Schools chief not happy
with town’s $525K cut
HAZLET — School officials are saying cuts to the defeated $37.3 million budget are too deep. Township officials say you can’t cut corners that weren’t there in the first place.
To hear either side talk is to now know that prospects for amenable agreements on the issue have become moot.
Nonetheless, the Township Committee voted last week to cut $525,773 from the defeated 2002-03 school tax levy. Such a cut translates into whittling 2.5 cents per $100 of assessed valuation off the proposed school tax hike of 23.5 cents per $100. The district must abide by the dollar amount of the cuts, not necessarily the places the Township Committee suggested they come from. The amount to be cut was due to Monmouth County Monday.
Without the cuts, the homeowner with a home assessed at $160,000 would pay an additional $376 in school taxes. With the cuts, said Superintendent of Schools Renae LaPrete, the taxpayer would be paying "$40 less a year, or $3.33 a month for all of what was proposed in programs and staff to keep class size down and have it all. For that little, there’s so much the students will have to do without.
"There are other districts where the budget was defeated by way more than 48 voters (which was the case in Hazlet), and those districts are cutting far less. In no way, shape or form was 48 votes a mandate to cut in my mind. The township officials heard us but didn’t listen. I’m not pleased."
The school district proposed $323,391 in cuts, plus $58,000 anticipated savings from shared services, LaPrete added.
Mayor Christopher Cullen saw the cuts as not doing without but rather students not missing what they’ve never had.
"Most of the cuts recommended are for things the schools never had," said Cullen. "It’s not like we’re taking something they had from them." School officials say it’s part of keeping competitive pace with other districts and a growing population.
To achieve the $525,773 tax levy cut, the township recommended making the following cuts: $150,000 in roof repairs at Beers Street Elementary School; $72,000 in salaries for six instructional aides; $30,000 in health benefit costs saved from not hiring the aides; $24,000 for field trips; $18,130 for sports physicals; $18,575 for transportation; $5,068 for a weight room coach; $30,000 in asphalt paving costs; $28,000 in "breakage" costs, which are costs saved when a teacher retires and a new hire is brought in to replace that teacher at a lesser rate of pay; and $150,000 in proposed textbook purchases.
Cullen said the roof repair for Beers Street was under-budgeted to begin with. "It would have actually cost $390,000, which the board couldn’t have afforded anyway. They put in for $200,00 in their budget, which would have only covered half. … So we recommended they spend the $50,000 [to patch the roof] and cut $150,000 of the $200,000 they budgeted for since they couldn’t have afforded it anyway."
He added that this was a typical example of doing what the committee had to do to keep the budget down. Cullen stressed that students would not do without. Even though some of the additions proposed would have been nice, they were not necessary, he said. LaPrete couldn’t have disagreed more.
"Nothing was done to affect class size or teachers," said Cullen. "We stressed shared services, an area in which a lot of money can be saved. For instance, we’re going to patch the parking lot with a new machine that the township just bought rather than contract out to pave it. We’ll help with snow removal. And some janitorial services will be farmed out to the Board of Education for mowing of ballfields and that sort of thing."
Cullen went on to say that the district would not actually be losing textbooks with the proposed $150,000 cut in textbooks. "It sounds like it’s a cut when you see it that way. It’s not. They’ve leased the books before. They’ll still have the books, but they’ll just continue to lease rather than buy them."
Concerning the $72,000 savings for instructional aides, Cullen said school officials wanted eight aides. Out of the eight, the committee recommended that they keep two for kindergarten because the state mandates there be an aide in a class of over 25 students.
LaPrete’s countered that she tried to avert hiring new teachers by proposing the aides. Hiring new teachers, she said, would be more expensive in the long run, and class size, she anticipated, is nearing the limit. "Twenty-eight is the magic number," she said. "Instructional aides were going to be in classes with 22 to 27 students. Now if the number goes to 27 plus, there will be no aides — that’s affecting students adversely. The phone is ringing off the hook. People are not happy. We have no instructional aides, no field trips. We had a 1.5-cent cut on the table. With this, too much is being forsaken. People say we have frozen state aid. It’s actually a loss. You get what you get, but there are no increases to keep pace with changes and expanding needs."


From the records below, copy the lines that include "load".

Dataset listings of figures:
⁂

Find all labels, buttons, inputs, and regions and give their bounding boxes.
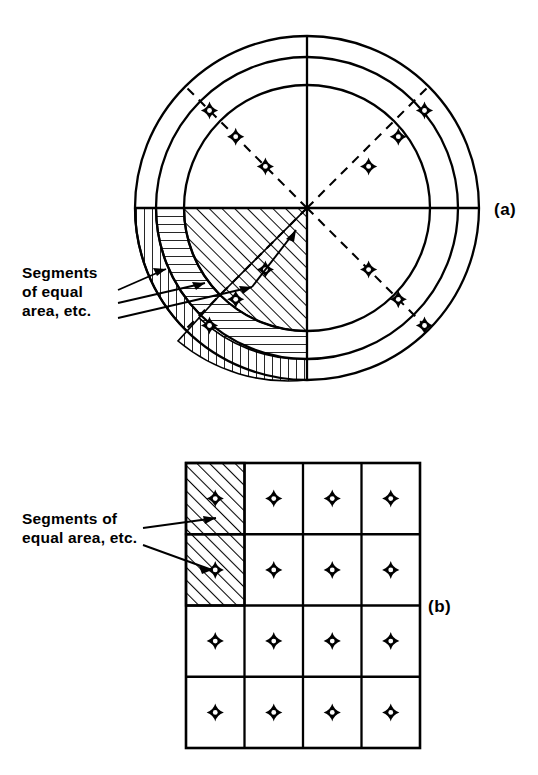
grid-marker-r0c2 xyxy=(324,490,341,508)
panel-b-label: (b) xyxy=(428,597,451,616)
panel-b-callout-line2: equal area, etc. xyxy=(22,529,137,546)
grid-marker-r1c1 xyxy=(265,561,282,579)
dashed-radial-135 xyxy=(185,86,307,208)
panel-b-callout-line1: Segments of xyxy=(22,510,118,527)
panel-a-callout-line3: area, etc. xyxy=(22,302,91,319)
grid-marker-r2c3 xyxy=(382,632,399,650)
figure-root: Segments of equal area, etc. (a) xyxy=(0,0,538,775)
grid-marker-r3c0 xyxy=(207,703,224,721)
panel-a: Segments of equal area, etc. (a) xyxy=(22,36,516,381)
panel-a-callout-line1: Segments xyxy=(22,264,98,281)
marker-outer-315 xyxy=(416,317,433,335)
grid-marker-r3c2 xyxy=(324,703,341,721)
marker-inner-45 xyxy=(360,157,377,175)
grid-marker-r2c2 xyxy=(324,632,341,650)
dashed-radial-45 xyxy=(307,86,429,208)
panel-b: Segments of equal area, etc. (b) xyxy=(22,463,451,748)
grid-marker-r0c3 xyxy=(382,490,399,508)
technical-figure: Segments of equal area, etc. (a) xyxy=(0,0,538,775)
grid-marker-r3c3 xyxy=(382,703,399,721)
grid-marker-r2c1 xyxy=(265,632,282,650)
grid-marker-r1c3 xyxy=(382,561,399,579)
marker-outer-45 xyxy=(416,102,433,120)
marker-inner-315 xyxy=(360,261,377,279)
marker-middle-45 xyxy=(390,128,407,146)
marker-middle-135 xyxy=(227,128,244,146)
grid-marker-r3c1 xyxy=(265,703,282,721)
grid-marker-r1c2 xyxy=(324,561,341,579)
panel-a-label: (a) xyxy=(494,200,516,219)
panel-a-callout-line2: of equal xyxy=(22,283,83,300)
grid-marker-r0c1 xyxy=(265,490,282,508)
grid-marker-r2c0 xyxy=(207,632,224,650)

⁂

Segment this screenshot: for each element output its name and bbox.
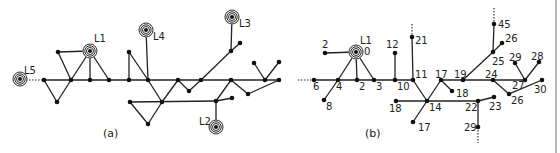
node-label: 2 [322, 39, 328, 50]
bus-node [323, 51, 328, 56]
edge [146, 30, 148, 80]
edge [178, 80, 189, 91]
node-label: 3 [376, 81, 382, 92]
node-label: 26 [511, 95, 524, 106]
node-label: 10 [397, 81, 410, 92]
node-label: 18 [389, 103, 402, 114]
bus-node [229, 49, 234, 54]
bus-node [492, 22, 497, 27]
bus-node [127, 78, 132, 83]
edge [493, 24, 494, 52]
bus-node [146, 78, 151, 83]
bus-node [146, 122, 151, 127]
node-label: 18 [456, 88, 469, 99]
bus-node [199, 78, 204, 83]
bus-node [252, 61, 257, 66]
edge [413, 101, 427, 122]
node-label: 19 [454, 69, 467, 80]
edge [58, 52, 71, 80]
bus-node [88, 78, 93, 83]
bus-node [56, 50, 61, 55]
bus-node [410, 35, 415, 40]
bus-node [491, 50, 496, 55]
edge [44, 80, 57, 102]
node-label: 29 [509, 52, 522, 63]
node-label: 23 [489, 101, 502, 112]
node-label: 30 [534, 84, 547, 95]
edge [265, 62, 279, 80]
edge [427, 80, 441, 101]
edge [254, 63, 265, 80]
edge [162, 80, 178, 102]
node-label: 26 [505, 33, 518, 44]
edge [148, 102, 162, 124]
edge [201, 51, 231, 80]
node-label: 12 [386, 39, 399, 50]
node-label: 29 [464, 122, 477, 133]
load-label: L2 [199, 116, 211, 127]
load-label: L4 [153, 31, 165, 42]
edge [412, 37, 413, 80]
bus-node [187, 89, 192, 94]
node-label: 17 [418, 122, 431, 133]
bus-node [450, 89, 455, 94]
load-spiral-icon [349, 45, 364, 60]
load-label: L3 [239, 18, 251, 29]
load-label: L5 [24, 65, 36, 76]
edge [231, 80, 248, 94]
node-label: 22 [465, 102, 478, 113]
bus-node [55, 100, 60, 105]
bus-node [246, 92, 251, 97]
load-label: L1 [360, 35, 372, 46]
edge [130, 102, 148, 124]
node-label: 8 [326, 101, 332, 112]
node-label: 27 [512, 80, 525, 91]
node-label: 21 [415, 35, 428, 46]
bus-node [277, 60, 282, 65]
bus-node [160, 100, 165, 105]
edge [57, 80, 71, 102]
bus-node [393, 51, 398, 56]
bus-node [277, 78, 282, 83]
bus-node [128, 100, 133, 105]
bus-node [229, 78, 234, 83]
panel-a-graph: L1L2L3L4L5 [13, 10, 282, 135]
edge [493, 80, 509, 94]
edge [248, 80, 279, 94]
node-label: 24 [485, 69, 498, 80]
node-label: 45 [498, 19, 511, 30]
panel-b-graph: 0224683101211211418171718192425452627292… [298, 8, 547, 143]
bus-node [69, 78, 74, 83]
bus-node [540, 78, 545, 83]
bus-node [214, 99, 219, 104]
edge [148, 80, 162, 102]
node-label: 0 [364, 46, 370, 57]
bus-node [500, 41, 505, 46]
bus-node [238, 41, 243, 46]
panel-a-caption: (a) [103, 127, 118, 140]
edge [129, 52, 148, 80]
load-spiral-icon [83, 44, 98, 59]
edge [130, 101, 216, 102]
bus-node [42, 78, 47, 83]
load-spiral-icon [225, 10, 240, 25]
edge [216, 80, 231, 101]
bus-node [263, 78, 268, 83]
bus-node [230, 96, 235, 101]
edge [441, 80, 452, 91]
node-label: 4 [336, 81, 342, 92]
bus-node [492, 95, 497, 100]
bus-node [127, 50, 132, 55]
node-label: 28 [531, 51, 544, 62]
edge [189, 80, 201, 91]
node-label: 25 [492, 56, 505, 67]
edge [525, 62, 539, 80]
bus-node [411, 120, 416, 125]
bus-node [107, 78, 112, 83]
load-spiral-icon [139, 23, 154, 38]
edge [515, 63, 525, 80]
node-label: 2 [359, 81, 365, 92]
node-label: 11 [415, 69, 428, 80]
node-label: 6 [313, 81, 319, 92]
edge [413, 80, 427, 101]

⁂

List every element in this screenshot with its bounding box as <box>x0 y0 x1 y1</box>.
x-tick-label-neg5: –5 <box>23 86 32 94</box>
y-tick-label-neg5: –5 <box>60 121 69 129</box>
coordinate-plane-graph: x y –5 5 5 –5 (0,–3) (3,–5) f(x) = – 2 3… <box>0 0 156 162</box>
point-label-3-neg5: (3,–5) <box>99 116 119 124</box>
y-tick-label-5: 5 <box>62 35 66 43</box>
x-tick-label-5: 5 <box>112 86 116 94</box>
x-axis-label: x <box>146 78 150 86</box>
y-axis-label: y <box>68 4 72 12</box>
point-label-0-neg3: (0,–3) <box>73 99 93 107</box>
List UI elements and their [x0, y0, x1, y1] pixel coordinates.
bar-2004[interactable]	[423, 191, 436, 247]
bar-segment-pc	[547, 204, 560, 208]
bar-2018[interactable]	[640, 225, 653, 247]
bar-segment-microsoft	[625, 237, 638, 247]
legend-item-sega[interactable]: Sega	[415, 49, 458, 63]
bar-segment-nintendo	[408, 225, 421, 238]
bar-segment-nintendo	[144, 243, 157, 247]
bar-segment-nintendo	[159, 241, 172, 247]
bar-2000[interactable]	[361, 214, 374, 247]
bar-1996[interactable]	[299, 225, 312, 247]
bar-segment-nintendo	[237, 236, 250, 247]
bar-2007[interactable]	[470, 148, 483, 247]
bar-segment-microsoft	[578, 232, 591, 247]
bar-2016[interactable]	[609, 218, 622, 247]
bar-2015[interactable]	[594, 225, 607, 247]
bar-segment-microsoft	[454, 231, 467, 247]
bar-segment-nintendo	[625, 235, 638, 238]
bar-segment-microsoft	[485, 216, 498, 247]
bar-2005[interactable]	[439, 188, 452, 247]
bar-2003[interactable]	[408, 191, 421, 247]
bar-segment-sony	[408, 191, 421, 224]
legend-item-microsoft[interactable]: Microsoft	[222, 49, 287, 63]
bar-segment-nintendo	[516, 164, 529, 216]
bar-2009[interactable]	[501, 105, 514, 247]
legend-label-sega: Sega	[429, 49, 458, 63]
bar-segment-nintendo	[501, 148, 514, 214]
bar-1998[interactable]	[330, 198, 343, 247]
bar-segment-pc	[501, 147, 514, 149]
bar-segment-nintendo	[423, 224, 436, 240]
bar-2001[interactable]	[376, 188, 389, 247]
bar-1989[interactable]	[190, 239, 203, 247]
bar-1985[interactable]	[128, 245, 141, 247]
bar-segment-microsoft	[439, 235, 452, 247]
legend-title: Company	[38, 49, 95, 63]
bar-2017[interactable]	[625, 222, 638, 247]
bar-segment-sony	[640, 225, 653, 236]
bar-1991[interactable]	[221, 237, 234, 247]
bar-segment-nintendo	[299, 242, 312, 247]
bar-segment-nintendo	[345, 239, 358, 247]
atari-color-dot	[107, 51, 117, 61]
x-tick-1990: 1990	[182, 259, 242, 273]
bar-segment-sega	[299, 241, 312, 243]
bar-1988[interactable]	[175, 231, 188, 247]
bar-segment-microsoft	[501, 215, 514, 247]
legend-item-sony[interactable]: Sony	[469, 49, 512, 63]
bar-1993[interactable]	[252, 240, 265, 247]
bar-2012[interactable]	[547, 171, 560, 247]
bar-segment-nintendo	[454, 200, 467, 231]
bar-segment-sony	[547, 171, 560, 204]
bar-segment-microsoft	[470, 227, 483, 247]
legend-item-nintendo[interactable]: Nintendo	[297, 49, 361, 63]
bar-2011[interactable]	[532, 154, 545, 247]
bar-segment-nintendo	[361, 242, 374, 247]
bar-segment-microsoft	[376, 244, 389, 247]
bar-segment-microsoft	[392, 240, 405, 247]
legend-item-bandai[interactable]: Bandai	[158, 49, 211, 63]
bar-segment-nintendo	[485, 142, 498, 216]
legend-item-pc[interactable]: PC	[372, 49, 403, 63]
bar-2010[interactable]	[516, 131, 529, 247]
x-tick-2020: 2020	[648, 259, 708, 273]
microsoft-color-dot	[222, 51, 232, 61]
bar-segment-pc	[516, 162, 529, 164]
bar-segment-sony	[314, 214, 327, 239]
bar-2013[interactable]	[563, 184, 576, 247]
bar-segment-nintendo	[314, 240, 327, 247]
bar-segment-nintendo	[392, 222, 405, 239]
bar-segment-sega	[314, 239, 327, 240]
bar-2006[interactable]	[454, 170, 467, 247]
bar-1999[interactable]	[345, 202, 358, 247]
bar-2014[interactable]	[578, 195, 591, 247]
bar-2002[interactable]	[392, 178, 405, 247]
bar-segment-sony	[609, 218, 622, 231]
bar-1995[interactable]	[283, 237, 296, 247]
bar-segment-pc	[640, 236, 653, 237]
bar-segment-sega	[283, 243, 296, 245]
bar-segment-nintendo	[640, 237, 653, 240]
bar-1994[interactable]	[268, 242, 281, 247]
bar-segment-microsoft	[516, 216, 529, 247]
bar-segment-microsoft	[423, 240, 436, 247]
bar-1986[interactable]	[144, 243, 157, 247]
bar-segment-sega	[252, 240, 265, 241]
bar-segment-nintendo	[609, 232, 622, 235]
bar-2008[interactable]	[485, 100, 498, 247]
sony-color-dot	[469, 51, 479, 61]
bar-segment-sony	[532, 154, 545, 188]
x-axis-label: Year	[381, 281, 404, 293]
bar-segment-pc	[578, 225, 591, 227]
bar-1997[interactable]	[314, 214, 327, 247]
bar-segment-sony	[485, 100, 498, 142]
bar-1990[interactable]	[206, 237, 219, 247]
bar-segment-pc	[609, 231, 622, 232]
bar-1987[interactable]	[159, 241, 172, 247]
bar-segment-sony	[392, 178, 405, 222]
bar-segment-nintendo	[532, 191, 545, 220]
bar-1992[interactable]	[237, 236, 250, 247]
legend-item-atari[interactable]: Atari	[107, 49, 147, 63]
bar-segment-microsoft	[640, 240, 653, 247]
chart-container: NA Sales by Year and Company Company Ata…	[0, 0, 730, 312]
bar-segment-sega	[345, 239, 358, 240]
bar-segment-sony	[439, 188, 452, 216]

⁂

Expected answer →
load-label: L2 [199, 116, 211, 127]
load-label: L4 [153, 31, 165, 42]
load-spiral-icon [349, 45, 364, 60]
load-label: L3 [239, 18, 251, 29]
load-label: L5 [24, 65, 36, 76]
load-label: L1 [360, 35, 372, 46]
load-spiral-icon [83, 44, 98, 59]
load-spiral-icon [225, 10, 240, 25]
load-spiral-icon [139, 23, 154, 38]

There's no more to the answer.